Entwined Dimensions A Metaphysical Cozy Portal Fantasy with Kiwi Humor: Book 1 of the Eura Trilogy by Ariel GraceMy rating: 2 of 5 stars
The point of this book (I think) is that love is more important than tidiness, which I agree with, incidentally. It certainly backs up this content with its form.
If ADHD was a book, this would be that book. The prose is all over the place, rich with imagery that frequently doesn't make much, or any, sense ("a belch of fire blurred up like an alibi"), or even says the opposite of what it is trying to say. ("Zipping along like rush hour traffic on an Auckland motorway" - so, extremely slowly?) It's more often correctly punctuated than not, but the punctuation (and grammar) can also get a bit random at times, and someone needs at absolute minimum to run a spell check before publication. (I had a pre-release copy for review via Netgalley.)
It's set in New Zealand, but frequently says things that are true in the USA but not really in New Zealand (like healthcare being primarily about profit), or that are otherwise coded American (an apartment on 3rd Street - in a town, Kaitaia, which has no 3rd/Third Street). The NZ geography feels a little off all over. It's several times implied that Kaitaia is closer to the sea than is in fact the case (it's several km away). The trip from Kaitaia to Wellington, nearly 1000km, takes place in the break between two paragraphs. Two characters walk (even though they're capable of flying) from the ferry terminal at Blenheim to Motueka, a distance of over 160km/100 miles in a direct line, entirely through forest - which would require you to walk not in a direct line - in what seems to be a few hours.
There is some dimension-hopping going on, so perhaps that's part of the explanation. But things being in a different dimension or timeline doesn't seem to prevent them being findable or usable, nor does it interfere with cell service.
There are multiple first-person viewpoint characters, and since their names are not given at the chapter headers, it sometimes takes a few paragraphs to figure out whose head we're in. Sometimes, when we're in the POV of the guy from the fae realm, he uses expressions and imagery that comes from the human world. (Though there is some kind of connection he has to the human world, I honestly lost track of what it was exactly.) Several characters, from the human and fae worlds, speak in NZ slang, but that also sometimes feels slightly off, like it's being used by someone who's heard it but doesn't speak it, and there are Americanisms like "elementary school" instead of "primary school" that make me suspect the author is a transplanted American. There's a mention of one NZ bird and a couple of NZ trees, but the most frequently mentioned birds are hummingbirds (which supposedly can carry you across to the fae realm if you're small enough) and crows (which can talk, and are convenient helpers a couple of times), and neither of those are found in NZ.
One of the characters is ostensibly a scientist as her day job, but we never see her actually working at this job, and she doesn't seem to need to tell anyone there that she's going to disappear from it indefinitely to deal with the plot - something I call a "superhero job". Her being a scientist is presumably how she manages to invent a badly-sciencebabbled device which is supposed to make her capable of getting to the fae realm, but actually does something completely different that kicks off the whole plot, though it's really more of a series of episodes than a plot. This is almost the last proactive thing she does, certainly the last thing she does without a whole lot of help, but she's apparently the Chosen One and keeps getting commended for doing so well, even though, every time she faces the slightest difficulty, a new character will turn up suddenly (the word "suddenly" appears 20 times) to help or rescue her, or to tell her the power was in her all along, or she'll remember a completely unforeshadowed useful thing she has or knows about that solves the problem.
That was one of my biggest problems with the book: it has almost no conflict that lasts for more than a single scene, and solving cosmic problems that have been in existence for an inconsistent number of years is always super easy, barely an inconvenience. The antagonists are intergalactic bureaucrats that don't trust people to love and think that rules are more important, and when they were referred to as "auditors" at one point I immediately thought of Terry Pratchett's Auditors, those faceless, nameless, unindividualized figures that think life is a mistake. These bureaucrats are not as scary as that, though.
The other big problem I had is that the problem and its solutions are so abstractly described with such a wealth of paradoxical imagery that I found it extremely difficult to follow what was going on, not helped by the bouncing around between characters. It also doesn't help that concrete things are seldom described much, including the NZ landscape, which I think was a missed opportunity. And the word "somehow" is doing some heavy lifting at a couple of points.
It's extremely messy, very metaphysical, cozy only if by cozy you mean "almost everyone is nice," a portal fantasy for sure, and with a small amount of Kiwiness that feels a bit off-brand and some extremely mild humour. I finished it largely because I wanted to see whether the author pulled it all together in some way towards the end, but for me, that didn't really happen.
I've started being harsher with my star ratings this year, so this one gets two stars, meaning that while it has some strengths and isn't a complete disaster, it has enough issues (from my perspective) that it doesn't get onto my annual recommendation list. I don't think I was the right audience for it, and if you are, you should ignore my opinion and go ahead and enjoy it.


AIM OF THE EXERCISE
Each line from the one that holds "Detect and localize" to the end of the records is to be retyped exactly. Pictures are not part of the copy.

Stored data entries:

■ ■ ■ ■ ■

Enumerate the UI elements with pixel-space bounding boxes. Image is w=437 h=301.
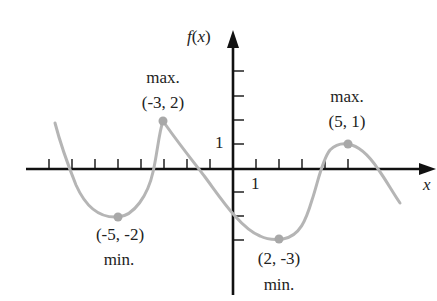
max-point-neg3-2: [159, 117, 168, 126]
max1-point-label: (-3, 2): [132, 94, 194, 112]
min2-point-label: (2, -3): [247, 250, 311, 268]
max2-title: max.: [322, 88, 372, 106]
y-tick-label-1: 1: [215, 134, 224, 152]
y-axis-label: f(x): [187, 28, 211, 46]
max1-title: max.: [138, 69, 188, 87]
min2-title: min.: [254, 276, 304, 294]
x-tick-label-1: 1: [251, 175, 260, 193]
min1-point-label: (-5, -2): [84, 226, 156, 244]
function-curve: [55, 121, 400, 240]
y-axis-arrow-icon: [227, 30, 239, 48]
min-point-neg5-neg2: [114, 213, 123, 222]
x-axis-label: x: [423, 176, 431, 194]
max2-point-label: (5, 1): [318, 113, 376, 131]
min1-title: min.: [94, 251, 144, 269]
max-point-5-1: [344, 140, 353, 149]
min-point-2-neg3: [275, 235, 284, 244]
x-axis-arrow-icon: [419, 163, 436, 175]
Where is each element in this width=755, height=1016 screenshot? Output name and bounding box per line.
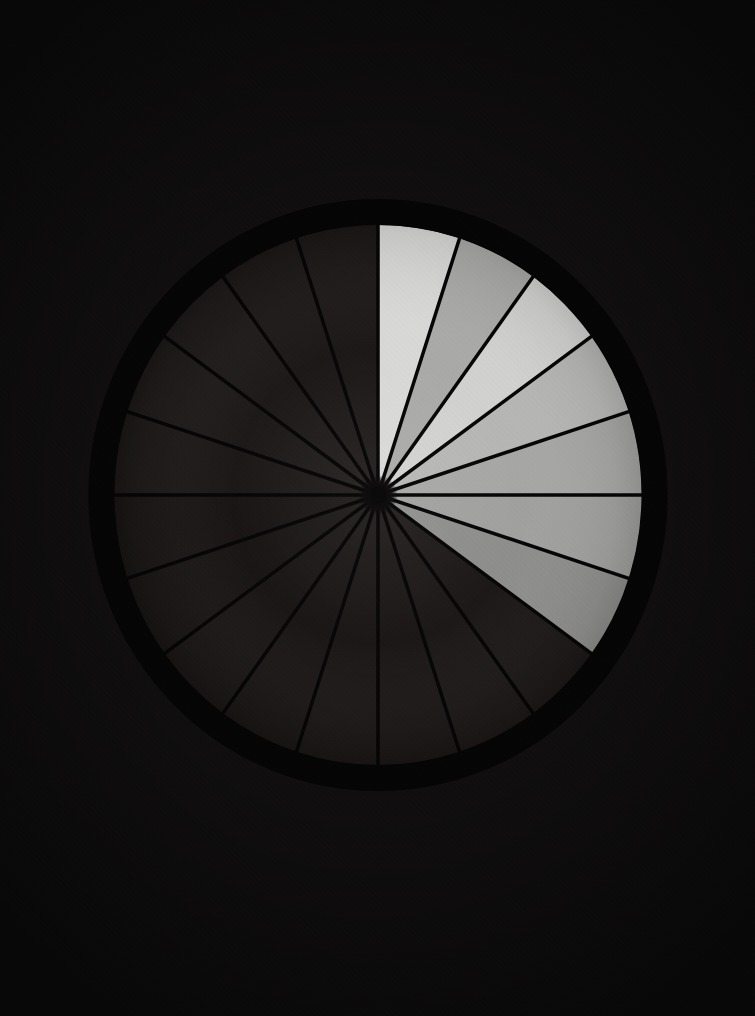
wheel-hub-core: [370, 487, 386, 503]
radial-wheel-chart: [0, 0, 755, 1016]
image-canvas: [0, 0, 755, 1016]
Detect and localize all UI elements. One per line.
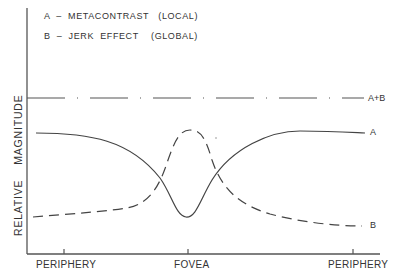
curve-label-a-plus-b: A+B xyxy=(368,93,385,103)
x-tick-label-left: PERIPHERY xyxy=(36,259,96,270)
curve-label-b: B xyxy=(370,220,376,230)
curve-a xyxy=(36,131,365,217)
curve-b xyxy=(33,130,362,226)
x-tick-label-right: PERIPHERY xyxy=(328,259,388,270)
diagram-plot xyxy=(0,0,400,280)
curve-label-a: A xyxy=(370,127,376,137)
x-tick-label-center: FOVEA xyxy=(174,259,209,270)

■ ■ ■ ■ ■

ANSWER SPACE
Detect and localize all UI elements. One per line.
curve-label-a-plus-b: A+B xyxy=(368,93,385,103)
x-tick-label-left: PERIPHERY xyxy=(36,259,96,270)
curve-label-b: B xyxy=(370,220,376,230)
curve-a xyxy=(36,131,365,217)
curve-b xyxy=(33,130,362,226)
x-tick-label-right: PERIPHERY xyxy=(328,259,388,270)
diagram-plot xyxy=(0,0,400,280)
curve-label-a: A xyxy=(370,127,376,137)
x-tick-label-center: FOVEA xyxy=(174,259,209,270)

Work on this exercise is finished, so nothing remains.